Great idea: let’s rent a motorbike!
People and places off the tourist trail often are the most interesting. And it’s difficult to spot them when you’re racing past them in an air-conditioned tourist bus. Therefore, renting a motorbike and do some long distance travel to those hard to get/find places seemed like a good idea.
I decided to verify my assumptions and ask some locals. The people of the orphanage looked surprised: why would you do that? Have you seen traffic here? I actually had a look at the Cambodian traffic and the one thing I noticed was that people are driving slooowly. It was Indian style chaotic, but nothing like the madness of Iranian traffic. Sitting at the back of a motorbike to the Killing Fields, I saw two motorbike crashes happen right in front of me. I even fell of the motorbike in my rush to help the guy who just had crashed into the back of a car. When I pulled his bike off him, the car simply drove off. My driver and the onlookers reacted surprised. Not so much at his crash, but why I fell of the bike and tried to help the motorbike driver (the crash clearly was his fault). Needless to say that this story is written in a luxury aircon bus. Postscriptum: both the driver and myself have no injuries to speak offA visit to Bokor Hill station
Bokor hillstation is a highlight of my entire trip. It was founded by the French over 90 years ago as an escape from the high temperatures of Cambodian summer. It’s other attractions were a luxurious casino cum hotel and a spaceship with long legs. The view from the casino is stunning: from a 1000 meter high mountain decorated with a beautiful rainforest you can clearly see the sea which is just a couple of kilometers away. The hotel terrace on the cliff has two shocking tales. Firstly it was used to jump of by gamblers that had lost everything in the casino, secondly the Khmer Rouge killed people by throwing them off from the same location.
As you can see in the the photoshoot, Bokor Hillstatation now consists of abandoned buildings. Inside them literally everything is broken. Successive wars (Japanese, Kmehr rouge, Vietnamese) took care of that. The buildings are currently covered in a red-orange moss that give a particularly scary feel. Please have a look at the pictures i took:http://picasaweb.google.com/gcjbos/BokorHillStation I arrived with a big group (30 people), but fortunately I was only one of three that had booked the two day trip (which included an overnight stay with the rangers in the national park).

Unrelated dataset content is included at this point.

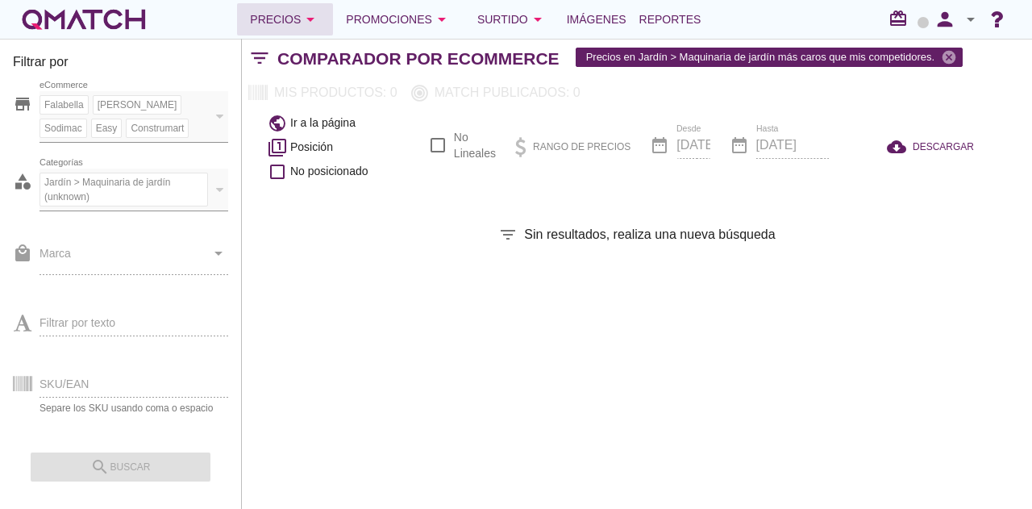  What do you see at coordinates (106, 128) in the screenshot?
I see `span: Easy` at bounding box center [106, 128].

As I carefully walked on the paths (the area had been cleared of landmines 3 times) and explored the buildings alone, I suddenly came to the shock realization that I was walking through a relatively recent (15-25 years) warzone. Now is the entire world probably a former warzone, but I had never experienced it this real and this recent. When I continued my way to witness the most beautiful cloudy sunset ever (next to a ransacked church) the images in my mind of a beautiful casino were replaced by the atrocities of war. Now the whole area including the national park is leased to an international consortium ( http://en.wikipedia.org/wiki/Bokor_Hill_Station ) for 99 years. It is expected that visitors won’t be allowed in anymore from the end of this year onwards (safety during construction work). The beautiful destroyed casino might wiped of the earth for good.
Travelers vs tourists
Travelers vs tourists
On the road there is a big difference between travelers and tourists. The travelers think they know everything best. This includes where to go (undiscovered places), what to eat (local), what to drink (a lot) and how much to pay (very little). Moreover, travelers claim moral superiority over tourists based on the conviction that travelers don’t come to see for sights or mindlessly bake in the sun, but for the experience of getting to a destination.